Each of those 24 possibilities carries its own interpretative significance-- or insignificance. This is why it is vital even for a technical analyst to be very aware of the news.
Last week, I wrote that "I believe the market will react very strongly to any news that beats expectations and may even react strongly to in-line news, given the recent string of disappointments."
![](https://blogger.googleusercontent.com/img/b/R29vZ2xl/AVvXsEiaOVEjp_Tw5mQ25GoLLswtcMcTo8KUZyS9RFmC-t3HeGGCyGwCCdKkQ7R76u22ak1zG1_0NO6YqEt2uAWbjZ2vwNNhKhh3yQ25BYrhgQf5NnwDXJD9nQs4KZl-bLhP5lOmnkt00w6Z-kun/s320/6.14+news.png)
Above is a 5-minute bar chart of one day of after-hours trading on the September S&P futures contract. The most recent strong green bar with very high volume was a reaction to the scheduled retail sales economic news release. These were the results, courtesy of Econoday and Bloomberg:
![](https://blogger.googleusercontent.com/img/b/R29vZ2xl/AVvXsEhGlL6cA8yIc8G8vqVWBH9RQ5DxSRmnW0vVucRmYNbh448OD7Knm0m77X3OBbDzyFzXZn2m_g6CfI5OD_XMyryl56yfrUUE-epi3NVYVRIcHQdCF5DrWafPzQ1ZaaK6erokPVHk3BjBPGrI/s320/retail+sales.jpg)
One may consider today's news a beat because of the upward revisions to last month's figures, but more than anything, this is in-line news. However, the market reacted strongly, shooting up 5 points after already being up 9 points in after-hours. This is one piece of the puzzle. The final piece is whether sellers use this opportunity of higher prices to sell, reversing the reaction, or if buyers, including short-covering, dominate, continuing the reaction.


### GOAL OF THE EXERCISE
Copy out each line below exactly as written.

Excerpts from a figure dataset
[Start of section]
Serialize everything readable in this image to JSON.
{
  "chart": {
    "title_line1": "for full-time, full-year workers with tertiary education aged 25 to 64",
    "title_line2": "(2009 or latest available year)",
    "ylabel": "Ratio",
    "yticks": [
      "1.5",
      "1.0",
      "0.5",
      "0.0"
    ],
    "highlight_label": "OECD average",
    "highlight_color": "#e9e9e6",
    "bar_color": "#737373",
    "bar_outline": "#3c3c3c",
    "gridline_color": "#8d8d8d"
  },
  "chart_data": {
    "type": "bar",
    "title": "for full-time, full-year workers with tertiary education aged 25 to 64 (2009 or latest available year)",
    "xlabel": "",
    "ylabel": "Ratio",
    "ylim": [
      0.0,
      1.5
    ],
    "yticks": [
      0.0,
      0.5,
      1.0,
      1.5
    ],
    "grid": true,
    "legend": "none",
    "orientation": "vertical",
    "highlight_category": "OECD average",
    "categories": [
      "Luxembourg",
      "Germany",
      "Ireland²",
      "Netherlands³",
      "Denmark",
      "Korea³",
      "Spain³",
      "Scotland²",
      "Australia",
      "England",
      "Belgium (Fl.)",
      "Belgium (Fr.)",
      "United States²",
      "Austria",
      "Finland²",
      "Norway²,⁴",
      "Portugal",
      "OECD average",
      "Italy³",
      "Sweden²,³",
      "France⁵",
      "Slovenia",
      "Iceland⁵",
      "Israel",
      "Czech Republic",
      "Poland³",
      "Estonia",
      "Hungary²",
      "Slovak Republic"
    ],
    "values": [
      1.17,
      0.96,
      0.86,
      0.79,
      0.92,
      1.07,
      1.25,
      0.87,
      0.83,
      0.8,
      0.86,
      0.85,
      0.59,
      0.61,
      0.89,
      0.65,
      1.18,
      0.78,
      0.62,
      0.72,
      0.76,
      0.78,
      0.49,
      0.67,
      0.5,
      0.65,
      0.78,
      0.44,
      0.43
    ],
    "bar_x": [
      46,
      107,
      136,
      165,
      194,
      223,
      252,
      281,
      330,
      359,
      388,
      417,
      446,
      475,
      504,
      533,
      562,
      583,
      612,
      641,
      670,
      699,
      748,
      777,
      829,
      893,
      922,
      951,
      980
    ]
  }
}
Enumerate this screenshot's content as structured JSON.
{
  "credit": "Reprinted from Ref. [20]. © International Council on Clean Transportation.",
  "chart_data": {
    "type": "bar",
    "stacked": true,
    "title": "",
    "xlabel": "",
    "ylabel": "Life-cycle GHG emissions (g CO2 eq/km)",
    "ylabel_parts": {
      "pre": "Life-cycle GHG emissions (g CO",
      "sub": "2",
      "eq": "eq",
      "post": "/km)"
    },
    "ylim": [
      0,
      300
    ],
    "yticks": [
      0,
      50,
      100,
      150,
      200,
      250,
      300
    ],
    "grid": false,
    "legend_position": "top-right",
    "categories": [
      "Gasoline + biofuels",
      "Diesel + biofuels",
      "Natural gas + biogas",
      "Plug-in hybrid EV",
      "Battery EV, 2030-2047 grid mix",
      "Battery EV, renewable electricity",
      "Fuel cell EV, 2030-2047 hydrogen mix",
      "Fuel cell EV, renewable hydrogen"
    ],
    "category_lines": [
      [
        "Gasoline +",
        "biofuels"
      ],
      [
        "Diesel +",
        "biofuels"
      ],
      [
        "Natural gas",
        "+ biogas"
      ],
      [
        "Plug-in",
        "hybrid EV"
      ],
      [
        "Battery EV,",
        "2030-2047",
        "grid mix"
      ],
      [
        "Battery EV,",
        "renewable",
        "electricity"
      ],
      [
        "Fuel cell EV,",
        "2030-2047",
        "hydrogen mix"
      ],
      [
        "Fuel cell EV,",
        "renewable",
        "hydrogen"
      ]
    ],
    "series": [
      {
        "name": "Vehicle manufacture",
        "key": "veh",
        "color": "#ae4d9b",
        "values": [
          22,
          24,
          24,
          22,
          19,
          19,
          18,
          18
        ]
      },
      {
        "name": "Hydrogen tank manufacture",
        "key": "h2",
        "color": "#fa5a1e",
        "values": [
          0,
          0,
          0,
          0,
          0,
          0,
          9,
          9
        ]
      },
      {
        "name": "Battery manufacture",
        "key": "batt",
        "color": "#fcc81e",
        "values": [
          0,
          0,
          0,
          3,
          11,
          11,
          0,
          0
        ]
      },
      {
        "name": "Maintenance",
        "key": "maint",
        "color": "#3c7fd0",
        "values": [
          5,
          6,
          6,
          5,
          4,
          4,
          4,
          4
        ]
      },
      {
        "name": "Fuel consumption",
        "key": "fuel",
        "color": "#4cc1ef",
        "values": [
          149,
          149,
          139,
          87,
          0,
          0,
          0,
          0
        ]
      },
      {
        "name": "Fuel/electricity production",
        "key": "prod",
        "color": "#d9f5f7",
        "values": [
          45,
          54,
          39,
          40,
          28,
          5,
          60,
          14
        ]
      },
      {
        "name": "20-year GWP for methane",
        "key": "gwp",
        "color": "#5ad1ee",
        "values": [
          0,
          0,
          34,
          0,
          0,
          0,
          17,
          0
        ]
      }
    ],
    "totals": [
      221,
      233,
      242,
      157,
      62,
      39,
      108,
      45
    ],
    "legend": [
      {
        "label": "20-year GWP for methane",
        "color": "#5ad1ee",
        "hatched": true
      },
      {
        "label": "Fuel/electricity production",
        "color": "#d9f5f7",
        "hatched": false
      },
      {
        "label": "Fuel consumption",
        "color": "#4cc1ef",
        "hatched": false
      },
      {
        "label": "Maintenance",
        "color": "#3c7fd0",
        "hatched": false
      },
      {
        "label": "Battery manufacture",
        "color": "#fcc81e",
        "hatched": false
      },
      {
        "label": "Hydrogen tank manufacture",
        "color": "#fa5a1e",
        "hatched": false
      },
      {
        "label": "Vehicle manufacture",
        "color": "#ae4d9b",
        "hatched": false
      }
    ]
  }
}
[End of section]
### RESULT OF THIS TASK
Serialize everything readable in this image to JSON.
{
  "chart": {
    "title_line1": "for full-time, full-year workers with tertiary education aged 25 to 64",
    "title_line2": "(2009 or latest available year)",
    "ylabel": "Ratio",
    "yticks": [
      "1.5",
      "1.0",
      "0.5",
      "0.0"
    ],
    "highlight_label": "OECD average",
    "highlight_color": "#e9e9e6",
    "bar_color": "#737373",
    "bar_outline": "#3c3c3c",
    "gridline_color": "#8d8d8d"
  },
  "chart_data": {
    "type": "bar",
    "title": "for full-time, full-year workers with tertiary education aged 25 to 64 (2009 or latest available year)",
    "xlabel": "",
    "ylabel": "Ratio",
    "ylim": [
      0.0,
      1.5
    ],
    "yticks": [
      0.0,
      0.5,
      1.0,
      1.5
    ],
    "grid": true,
    "legend": "none",
    "orientation": "vertical",
    "highlight_category": "OECD average",
    "categories": [
      "Luxembourg",
      "Germany",
      "Ireland²",
      "Netherlands³",
      "Denmark",
      "Korea³",
      "Spain³",
      "Scotland²",
      "Australia",
      "England",
      "Belgium (Fl.)",
      "Belgium (Fr.)",
      "United States²",
      "Austria",
      "Finland²",
      "Norway²,⁴",
      "Portugal",
      "OECD average",
      "Italy³",
      "Sweden²,³",
      "France⁵",
      "Slovenia",
      "Iceland⁵",
      "Israel",
      "Czech Republic",
      "Poland³",
      "Estonia",
      "Hungary²",
      "Slovak Republic"
    ],
    "values": [
      1.17,
      0.96,
      0.86,
      0.79,
      0.92,
      1.07,
      1.25,
      0.87,
      0.83,
      0.8,
      0.86,
      0.85,
      0.59,
      0.61,
      0.89,
      0.65,
      1.18,
      0.78,
      0.62,
      0.72,
      0.76,
      0.78,
      0.49,
      0.67,
      0.5,
      0.65,
      0.78,
      0.44,
      0.43
    ],
    "bar_x": [
      46,
      107,
      136,
      165,
      194,
      223,
      252,
      281,
      330,
      359,
      388,
      417,
      446,
      475,
      504,
      533,
      562,
      583,
      612,
      641,
      670,
      699,
      748,
      777,
      829,
      893,
      922,
      951,
      980
    ]
  }
}
Enumerate this screenshot's content as structured JSON.
{
  "credit": "Reprinted from Ref. [20]. © International Council on Clean Transportation.",
  "chart_data": {
    "type": "bar",
    "stacked": true,
    "title": "",
    "xlabel": "",
    "ylabel": "Life-cycle GHG emissions (g CO2 eq/km)",
    "ylabel_parts": {
      "pre": "Life-cycle GHG emissions (g CO",
      "sub": "2",
      "eq": "eq",
      "post": "/km)"
    },
    "ylim": [
      0,
      300
    ],
    "yticks": [
      0,
      50,
      100,
      150,
      200,
      250,
      300
    ],
    "grid": false,
    "legend_position": "top-right",
    "categories": [
      "Gasoline + biofuels",
      "Diesel + biofuels",
      "Natural gas + biogas",
      "Plug-in hybrid EV",
      "Battery EV, 2030-2047 grid mix",
      "Battery EV, renewable electricity",
      "Fuel cell EV, 2030-2047 hydrogen mix",
      "Fuel cell EV, renewable hydrogen"
    ],
    "category_lines": [
      [
        "Gasoline +",
        "biofuels"
      ],
      [
        "Diesel +",
        "biofuels"
      ],
      [
        "Natural gas",
        "+ biogas"
      ],
      [
        "Plug-in",
        "hybrid EV"
      ],
      [
        "Battery EV,",
        "2030-2047",
        "grid mix"
      ],
      [
        "Battery EV,",
        "renewable",
        "electricity"
      ],
      [
        "Fuel cell EV,",
        "2030-2047",
        "hydrogen mix"
      ],
      [
        "Fuel cell EV,",
        "renewable",
        "hydrogen"
      ]
    ],
    "series": [
      {
        "name": "Vehicle manufacture",
        "key": "veh",
        "color": "#ae4d9b",
        "values": [
          22,
          24,
          24,
          22,
          19,
          19,
          18,
          18
        ]
      },
      {
        "name": "Hydrogen tank manufacture",
        "key": "h2",
        "color": "#fa5a1e",
        "values": [
          0,
          0,
          0,
          0,
          0,
          0,
          9,
          9
        ]
      },
      {
        "name": "Battery manufacture",
        "key": "batt",
        "color": "#fcc81e",
        "values": [
          0,
          0,
          0,
          3,
          11,
          11,
          0,
          0
        ]
      },
      {
        "name": "Maintenance",
        "key": "maint",
        "color": "#3c7fd0",
        "values": [
          5,
          6,
          6,
          5,
          4,
          4,
          4,
          4
        ]
      },
      {
        "name": "Fuel consumption",
        "key": "fuel",
        "color": "#4cc1ef",
        "values": [
          149,
          149,
          139,
          87,
          0,
          0,
          0,
          0
        ]
      },
      {
        "name": "Fuel/electricity production",
        "key": "prod",
        "color": "#d9f5f7",
        "values": [
          45,
          54,
          39,
          40,
          28,
          5,
          60,
          14
        ]
      },
      {
        "name": "20-year GWP for methane",
        "key": "gwp",
        "color": "#5ad1ee",
        "values": [
          0,
          0,
          34,
          0,
          0,
          0,
          17,
          0
        ]
      }
    ],
    "totals": [
      221,
      233,
      242,
      157,
      62,
      39,
      108,
      45
    ],
    "legend": [
      {
        "label": "20-year GWP for methane",
        "color": "#5ad1ee",
        "hatched": true
      },
      {
        "label": "Fuel/electricity production",
        "color": "#d9f5f7",
        "hatched": false
      },
      {
        "label": "Fuel consumption",
        "color": "#4cc1ef",
        "hatched": false
      },
      {
        "label": "Maintenance",
        "color": "#3c7fd0",
        "hatched": false
      },
      {
        "label": "Battery manufacture",
        "color": "#fcc81e",
        "hatched": false
      },
      {
        "label": "Hydrogen tank manufacture",
        "color": "#fa5a1e",
        "hatched": false
      },
      {
        "label": "Vehicle manufacture",
        "color": "#ae4d9b",
        "hatched": false
      }
    ]
  }
}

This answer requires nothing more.